PUNE, February 6: Disputing the assumption that there was no need to mechanise the construction industry since there is a large body of unemployed people, Jawaharlal Nehru University (JNU) chancellor MS Gore pointed out to the lack of trained personnel. He stressed the need for trained personnel in the context of global competition. Gore, who inaugurated the fourth national roundtable on human resource development in the construction industry and infrastructure development sector, suggested that the industry should contribute towards creating a skilled workforce.This raised the question of who would pay for the training since managements tended to feel threatened by a trained workforce. Gore sought to dismiss this perception that a trained person would necessarily be combative, pointing to the advantages of skilled personnel. The issue of skill upgradation involved raising the levels of blue-collar workers, Gore said. He suggested that an improvement in the training of women centred around the dual issuesof getting them enrolled and then getting them accepted in a traditionally male-dominated field as supervisors or contractors. To this end, he said that acceptance would increase through the intervention of women's organisations.
Earlier, Pradeep Kapoor, chairman of the managing committee of the National Institute of Construction Management and Research (NICMAR), which has organised the roundtable, said that NICMAR and the International Labour Oganisation (ILO) had carried out three studies on the theme "Leveraging skills of labour and career promotion of women for efficiency in construction". This is the theme of the roundtable.
Kapoor, who is also managing director of Trafalgar House Construction India Ltd, urged for the mechanisation of the construction industry since it is the largest employer after agriculture. However, it is also the least organised and professionalised, a situation which NICMAR is working to change. On the international front, the perception is that the quality of most Indianconstruction, with a few notable exceptions, was uniformly shabby.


REQUIRED ACTION.
Where in the records does the word "empty" occur? Copy each line in which it does.

SUPPLIED RECORDS.
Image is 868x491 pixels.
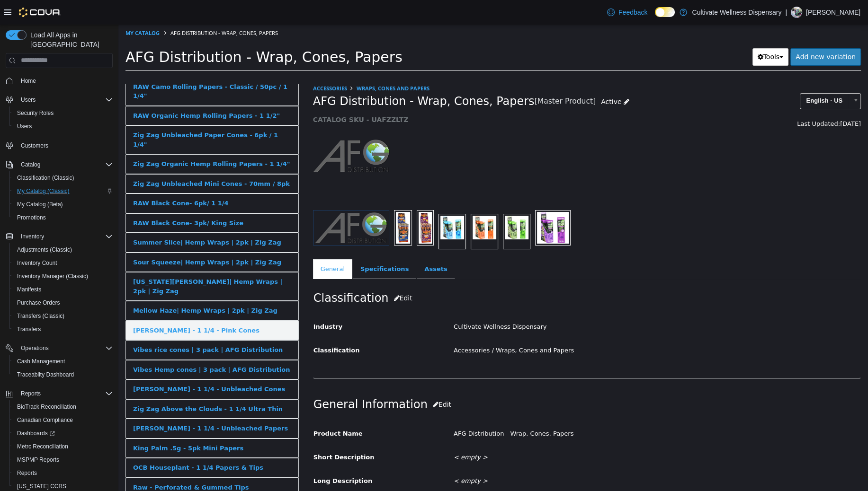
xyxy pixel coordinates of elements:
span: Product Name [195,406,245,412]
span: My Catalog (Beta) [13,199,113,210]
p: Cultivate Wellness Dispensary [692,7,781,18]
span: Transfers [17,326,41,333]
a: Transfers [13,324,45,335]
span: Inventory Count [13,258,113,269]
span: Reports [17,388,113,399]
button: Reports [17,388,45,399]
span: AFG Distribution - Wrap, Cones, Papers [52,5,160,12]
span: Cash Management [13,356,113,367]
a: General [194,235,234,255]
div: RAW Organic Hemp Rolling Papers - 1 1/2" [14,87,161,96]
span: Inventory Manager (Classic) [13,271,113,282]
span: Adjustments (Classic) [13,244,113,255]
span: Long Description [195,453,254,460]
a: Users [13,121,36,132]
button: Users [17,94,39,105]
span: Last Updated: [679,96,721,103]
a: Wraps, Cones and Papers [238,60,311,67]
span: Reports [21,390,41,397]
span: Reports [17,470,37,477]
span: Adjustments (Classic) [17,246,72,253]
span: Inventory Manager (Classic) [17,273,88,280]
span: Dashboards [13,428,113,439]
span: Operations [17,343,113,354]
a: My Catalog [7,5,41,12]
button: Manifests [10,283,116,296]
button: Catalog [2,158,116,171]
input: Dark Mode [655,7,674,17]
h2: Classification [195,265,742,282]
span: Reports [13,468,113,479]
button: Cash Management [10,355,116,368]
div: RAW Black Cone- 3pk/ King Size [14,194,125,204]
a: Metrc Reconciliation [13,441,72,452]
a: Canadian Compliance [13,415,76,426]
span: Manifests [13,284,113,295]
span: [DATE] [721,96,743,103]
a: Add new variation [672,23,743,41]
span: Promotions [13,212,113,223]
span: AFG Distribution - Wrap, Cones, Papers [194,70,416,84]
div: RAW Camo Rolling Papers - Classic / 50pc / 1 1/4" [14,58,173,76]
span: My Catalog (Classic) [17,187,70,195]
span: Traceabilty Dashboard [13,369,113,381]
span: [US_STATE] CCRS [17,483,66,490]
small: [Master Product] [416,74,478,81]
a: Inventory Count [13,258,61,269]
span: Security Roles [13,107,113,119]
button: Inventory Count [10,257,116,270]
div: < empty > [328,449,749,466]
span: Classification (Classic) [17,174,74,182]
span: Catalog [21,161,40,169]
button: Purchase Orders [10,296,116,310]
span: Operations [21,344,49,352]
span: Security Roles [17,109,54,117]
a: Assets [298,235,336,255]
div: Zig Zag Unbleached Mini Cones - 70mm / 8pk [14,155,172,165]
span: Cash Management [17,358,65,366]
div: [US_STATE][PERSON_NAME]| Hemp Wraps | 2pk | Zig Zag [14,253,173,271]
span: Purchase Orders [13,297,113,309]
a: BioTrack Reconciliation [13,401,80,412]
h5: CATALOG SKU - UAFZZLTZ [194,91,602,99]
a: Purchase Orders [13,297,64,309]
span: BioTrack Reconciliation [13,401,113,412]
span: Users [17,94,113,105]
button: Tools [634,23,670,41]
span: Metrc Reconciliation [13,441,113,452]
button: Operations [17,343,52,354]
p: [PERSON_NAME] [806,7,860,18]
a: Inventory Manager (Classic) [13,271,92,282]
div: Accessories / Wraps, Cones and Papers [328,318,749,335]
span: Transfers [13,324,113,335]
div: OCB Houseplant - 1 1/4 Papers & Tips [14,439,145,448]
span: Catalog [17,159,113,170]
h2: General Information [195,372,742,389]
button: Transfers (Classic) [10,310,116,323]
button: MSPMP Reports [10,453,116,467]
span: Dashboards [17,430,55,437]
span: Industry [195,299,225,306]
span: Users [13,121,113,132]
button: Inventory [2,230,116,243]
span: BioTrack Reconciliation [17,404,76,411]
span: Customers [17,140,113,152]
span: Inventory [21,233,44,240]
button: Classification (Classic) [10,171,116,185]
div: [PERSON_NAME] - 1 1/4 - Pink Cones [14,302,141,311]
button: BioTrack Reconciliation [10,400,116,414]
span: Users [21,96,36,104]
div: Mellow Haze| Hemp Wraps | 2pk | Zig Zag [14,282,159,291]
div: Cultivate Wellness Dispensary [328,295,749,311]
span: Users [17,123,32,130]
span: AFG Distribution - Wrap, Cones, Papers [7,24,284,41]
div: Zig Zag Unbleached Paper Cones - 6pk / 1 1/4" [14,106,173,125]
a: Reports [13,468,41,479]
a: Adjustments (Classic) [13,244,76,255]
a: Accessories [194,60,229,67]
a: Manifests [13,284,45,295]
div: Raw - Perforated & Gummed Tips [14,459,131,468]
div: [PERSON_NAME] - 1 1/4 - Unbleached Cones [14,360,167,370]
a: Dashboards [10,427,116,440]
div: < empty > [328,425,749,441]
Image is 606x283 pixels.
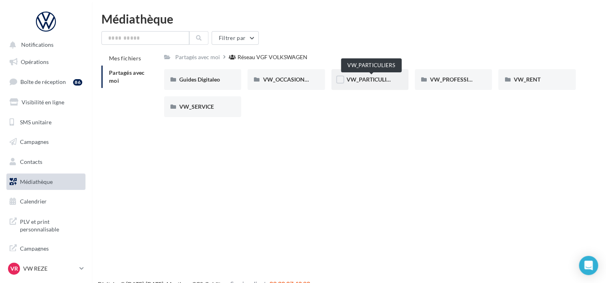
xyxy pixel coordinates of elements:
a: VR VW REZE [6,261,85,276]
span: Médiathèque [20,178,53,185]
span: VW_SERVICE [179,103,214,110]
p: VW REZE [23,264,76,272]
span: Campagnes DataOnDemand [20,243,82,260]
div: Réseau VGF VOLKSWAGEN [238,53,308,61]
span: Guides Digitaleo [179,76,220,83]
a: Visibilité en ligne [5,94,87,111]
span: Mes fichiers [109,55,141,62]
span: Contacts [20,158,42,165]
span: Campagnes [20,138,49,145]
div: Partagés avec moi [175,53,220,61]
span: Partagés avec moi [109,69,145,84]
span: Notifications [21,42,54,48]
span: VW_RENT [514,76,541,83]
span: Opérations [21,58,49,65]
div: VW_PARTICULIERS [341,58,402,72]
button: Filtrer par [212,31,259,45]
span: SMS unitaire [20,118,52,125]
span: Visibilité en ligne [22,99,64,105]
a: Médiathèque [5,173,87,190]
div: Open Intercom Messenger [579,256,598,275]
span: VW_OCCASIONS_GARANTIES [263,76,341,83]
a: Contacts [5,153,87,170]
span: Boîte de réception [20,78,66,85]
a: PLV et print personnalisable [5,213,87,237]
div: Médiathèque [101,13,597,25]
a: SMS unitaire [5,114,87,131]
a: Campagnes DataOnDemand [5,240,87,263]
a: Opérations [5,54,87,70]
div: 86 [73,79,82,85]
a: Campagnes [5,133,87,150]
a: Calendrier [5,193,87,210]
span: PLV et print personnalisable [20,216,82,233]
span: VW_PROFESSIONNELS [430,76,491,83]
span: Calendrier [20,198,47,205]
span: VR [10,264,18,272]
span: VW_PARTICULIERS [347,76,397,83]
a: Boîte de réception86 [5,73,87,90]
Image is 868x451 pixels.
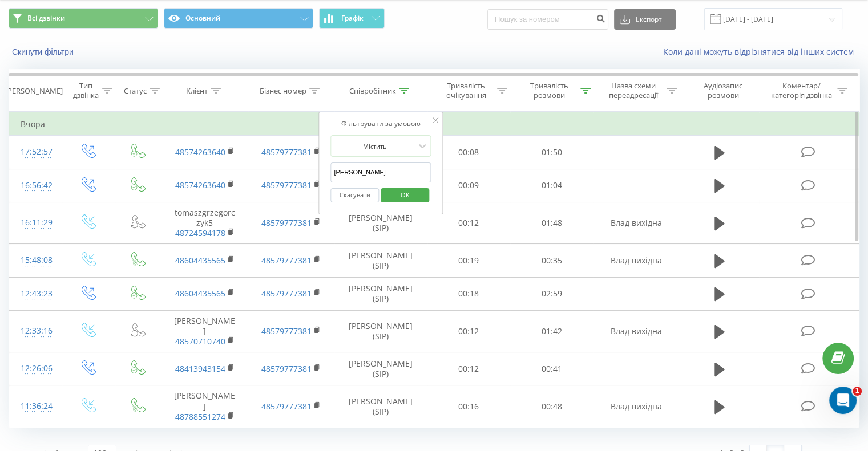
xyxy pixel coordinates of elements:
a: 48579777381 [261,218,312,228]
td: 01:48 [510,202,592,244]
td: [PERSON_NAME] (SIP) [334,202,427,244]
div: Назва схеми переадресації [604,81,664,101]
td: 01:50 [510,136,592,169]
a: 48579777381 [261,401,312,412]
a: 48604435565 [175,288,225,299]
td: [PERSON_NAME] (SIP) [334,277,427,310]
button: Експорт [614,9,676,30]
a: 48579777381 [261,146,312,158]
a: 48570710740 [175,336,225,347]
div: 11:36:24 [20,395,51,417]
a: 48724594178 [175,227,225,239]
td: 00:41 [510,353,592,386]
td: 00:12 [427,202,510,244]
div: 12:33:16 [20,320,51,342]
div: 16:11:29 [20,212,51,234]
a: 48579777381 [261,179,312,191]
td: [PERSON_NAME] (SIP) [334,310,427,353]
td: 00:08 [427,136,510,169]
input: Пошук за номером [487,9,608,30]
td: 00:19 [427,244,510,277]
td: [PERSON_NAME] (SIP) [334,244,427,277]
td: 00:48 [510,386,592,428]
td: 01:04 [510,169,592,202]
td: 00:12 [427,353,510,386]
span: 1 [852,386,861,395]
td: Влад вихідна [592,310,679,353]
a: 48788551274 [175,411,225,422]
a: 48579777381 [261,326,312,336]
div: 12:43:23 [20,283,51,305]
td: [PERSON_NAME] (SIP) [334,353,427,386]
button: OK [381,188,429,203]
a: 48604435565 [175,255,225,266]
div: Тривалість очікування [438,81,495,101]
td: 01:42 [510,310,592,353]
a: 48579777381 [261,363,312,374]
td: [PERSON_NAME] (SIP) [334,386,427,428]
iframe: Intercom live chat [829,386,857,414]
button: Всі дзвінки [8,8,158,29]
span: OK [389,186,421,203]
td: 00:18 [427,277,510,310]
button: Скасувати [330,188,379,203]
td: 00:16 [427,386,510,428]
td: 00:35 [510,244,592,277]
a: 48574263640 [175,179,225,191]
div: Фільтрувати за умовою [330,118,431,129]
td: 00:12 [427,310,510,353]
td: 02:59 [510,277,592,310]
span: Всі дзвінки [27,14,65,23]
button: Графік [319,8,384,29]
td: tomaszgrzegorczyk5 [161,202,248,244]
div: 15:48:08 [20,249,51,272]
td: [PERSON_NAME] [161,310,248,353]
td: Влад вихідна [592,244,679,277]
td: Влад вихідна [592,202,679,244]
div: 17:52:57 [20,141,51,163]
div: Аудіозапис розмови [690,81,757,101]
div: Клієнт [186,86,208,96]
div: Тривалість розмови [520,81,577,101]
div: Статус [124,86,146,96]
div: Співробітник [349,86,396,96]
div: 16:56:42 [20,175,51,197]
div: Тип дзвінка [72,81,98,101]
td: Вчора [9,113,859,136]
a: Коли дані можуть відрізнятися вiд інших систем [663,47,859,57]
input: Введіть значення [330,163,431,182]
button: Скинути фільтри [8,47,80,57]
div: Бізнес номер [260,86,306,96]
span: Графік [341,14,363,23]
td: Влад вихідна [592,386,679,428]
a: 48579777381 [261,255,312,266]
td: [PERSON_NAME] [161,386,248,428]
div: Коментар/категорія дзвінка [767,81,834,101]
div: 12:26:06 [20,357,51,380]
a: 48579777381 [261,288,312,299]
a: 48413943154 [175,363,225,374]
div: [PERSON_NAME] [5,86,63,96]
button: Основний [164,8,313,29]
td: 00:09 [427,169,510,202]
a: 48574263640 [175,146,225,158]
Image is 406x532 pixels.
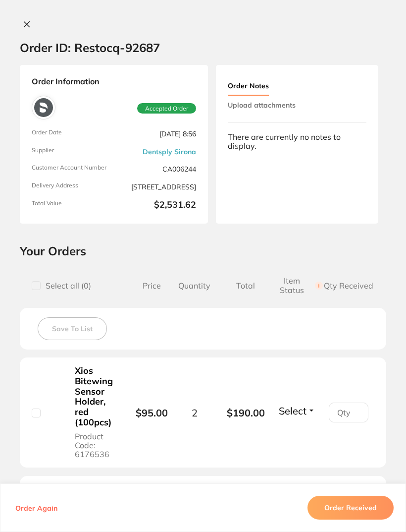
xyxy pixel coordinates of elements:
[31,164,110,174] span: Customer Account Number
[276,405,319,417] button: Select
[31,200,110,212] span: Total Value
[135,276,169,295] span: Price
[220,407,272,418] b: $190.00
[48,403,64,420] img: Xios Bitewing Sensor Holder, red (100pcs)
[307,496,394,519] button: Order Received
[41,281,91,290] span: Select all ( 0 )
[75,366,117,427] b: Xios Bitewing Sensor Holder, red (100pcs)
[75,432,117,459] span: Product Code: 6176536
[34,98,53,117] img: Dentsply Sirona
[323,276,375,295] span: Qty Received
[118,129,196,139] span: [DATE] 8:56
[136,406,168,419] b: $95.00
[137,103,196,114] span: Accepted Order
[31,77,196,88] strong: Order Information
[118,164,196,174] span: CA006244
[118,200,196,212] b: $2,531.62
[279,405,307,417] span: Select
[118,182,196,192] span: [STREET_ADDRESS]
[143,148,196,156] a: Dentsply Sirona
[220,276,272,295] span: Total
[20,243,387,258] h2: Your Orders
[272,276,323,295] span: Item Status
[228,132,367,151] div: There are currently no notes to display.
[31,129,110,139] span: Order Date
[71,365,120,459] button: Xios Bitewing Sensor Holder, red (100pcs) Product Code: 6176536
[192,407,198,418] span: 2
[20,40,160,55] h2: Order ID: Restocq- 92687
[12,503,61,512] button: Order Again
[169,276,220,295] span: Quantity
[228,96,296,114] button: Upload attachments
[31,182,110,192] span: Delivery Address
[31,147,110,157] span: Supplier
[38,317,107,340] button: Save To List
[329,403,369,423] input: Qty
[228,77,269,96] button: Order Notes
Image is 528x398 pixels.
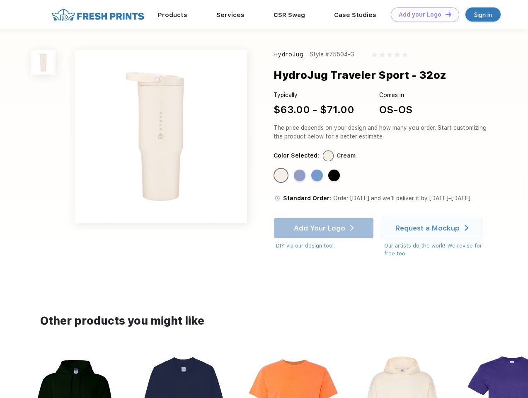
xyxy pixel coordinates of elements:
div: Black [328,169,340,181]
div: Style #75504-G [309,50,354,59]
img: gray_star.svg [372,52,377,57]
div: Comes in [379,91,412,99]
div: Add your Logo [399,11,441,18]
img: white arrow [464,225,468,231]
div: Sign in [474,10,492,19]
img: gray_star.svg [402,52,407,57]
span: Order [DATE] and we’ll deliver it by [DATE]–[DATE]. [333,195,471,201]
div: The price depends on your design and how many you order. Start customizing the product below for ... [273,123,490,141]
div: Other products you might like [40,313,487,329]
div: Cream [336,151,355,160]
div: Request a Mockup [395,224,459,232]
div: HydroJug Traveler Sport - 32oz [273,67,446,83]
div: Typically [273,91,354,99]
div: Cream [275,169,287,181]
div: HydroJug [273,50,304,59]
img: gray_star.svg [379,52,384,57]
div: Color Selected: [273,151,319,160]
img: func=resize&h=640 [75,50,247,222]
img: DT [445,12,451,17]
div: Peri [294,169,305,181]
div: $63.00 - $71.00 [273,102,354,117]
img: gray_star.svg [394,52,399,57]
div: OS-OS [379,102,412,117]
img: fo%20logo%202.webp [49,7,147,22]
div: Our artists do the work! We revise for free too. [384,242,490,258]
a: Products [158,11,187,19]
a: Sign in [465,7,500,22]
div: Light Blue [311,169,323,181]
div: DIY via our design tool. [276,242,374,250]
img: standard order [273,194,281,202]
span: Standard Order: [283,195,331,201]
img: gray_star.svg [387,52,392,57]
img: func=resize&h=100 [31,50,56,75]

RESPONSE.
div: < empty > [328,449,749,466]
div: < empty > [328,425,749,441]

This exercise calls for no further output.